Vetting
We use multiple news sources to:
- Enable comparative analysis for facts, descriptions, tallies, order of events, etc
- Establish congruencies in reporting and incident credibility
- Evaluate whether information presented is biased, deceptive or in error
- Determine attack methodologies, context and probable intent
- Assess known or inferred precursor activities relative to the chain of events
- Assess claimed and probably responsibility
- Uncover exploited security gaps and vulnerabilities
- Glean insight into terrorist capabilities, plans and trajectories
News source variety is critical as a number of major news groups and governments employ politically-motivated omission in their reporting. Sometimes the most credible witness to a terrorist act is the unfiltered on-scene observer relaying information via social media or the ethical local journalist with a justice-only agenda.

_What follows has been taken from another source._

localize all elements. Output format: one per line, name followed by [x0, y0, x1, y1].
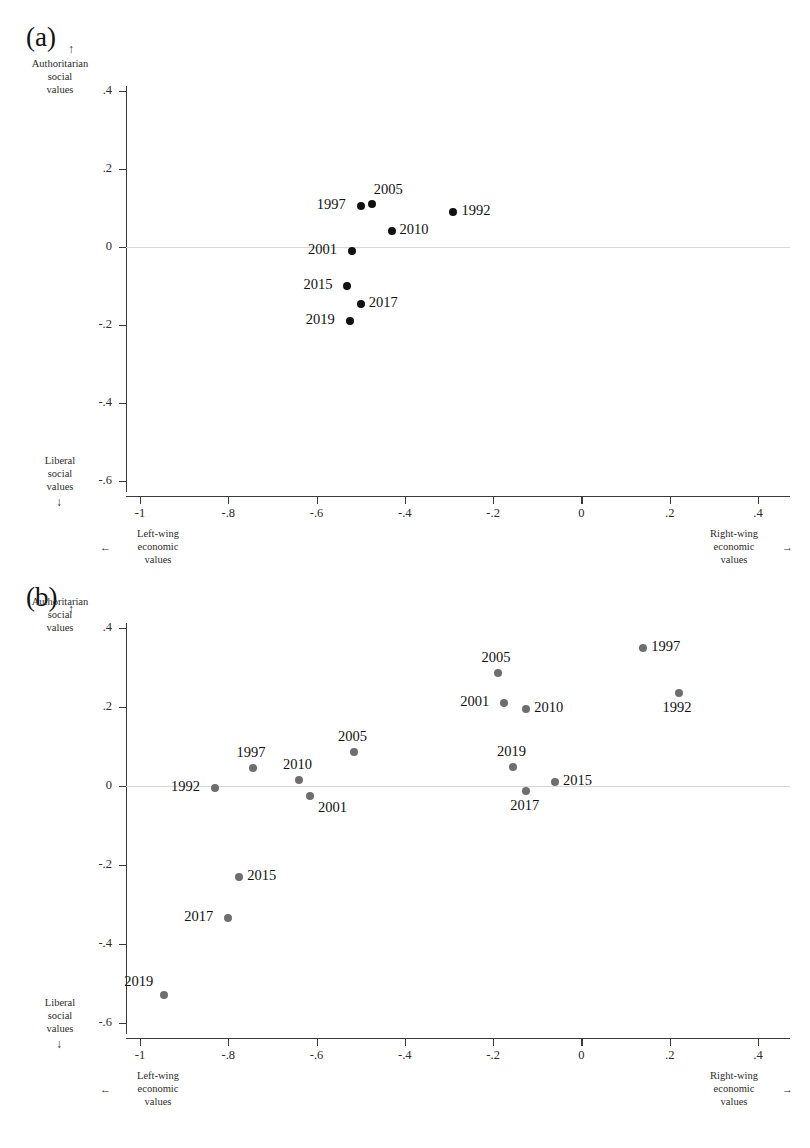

Limitations of Open Source Information
As with any emergency-oriented incident reporting, aspects of the initial message are often inaccurate. This is certainly true of open-source intelligence. Though the general nature of the attack is often reported with some confidence, details – for example – such as the type of explosive device used; the exact location of the device; the triggering mechanism; targeting; casualty numbers; and responsible agents are often collected in a fragmentary manner. Now and then, initial reports are close to the mark. This particularly true in countries where terrorist acts are repeated on a near-daily basis.
To minimize open-source reporting errors, Trenchant cross-references news stories via multiple news groups including foreign news and independent media.
Major incidents are often followed-up with relevant news updates and formal post-incident reports are reviewed to corroborate previously published information. We also occasionally make use of local editorials to corroborate attack progression patterns, unmask political skew, expose aggregate societal impact and gain a clearer perspective on purported statistics.
Open-source reporting is significantly impacted by a country’s developmental status, particularly its new agencies, as well as by internal security policies. For example, it is widely known in news circles that deaths and injuries related to terrorist acts are often underreported by governments in North Africa and over-reported by Islamist groups in Pakistan and Afghanistan.
Open-source reporting is susceptible to misinformation, disinformation and propaganda as much as any other reporting medium. We’ve long noted omission patterns by more than one major news group when it comes to descriptors tying religious or ideological affiliation to mass murder. Headlines, for example, have repeatedly been written that marginalize an incident as a somewhat innocuous car bombing—burying its suicidal nature and carnage in bottom or lower paragraphs of a story. At other times, we’ve witnessed news sources ignore attack attribution altogether—even when claimed by a specific terror entity with photos, insider information or other rational evidence.
Those news sources who repeatedly report in a politically biased fashion are shunned by Trenchant, and if used, are only used to account for relevant facts missed by other news agencies.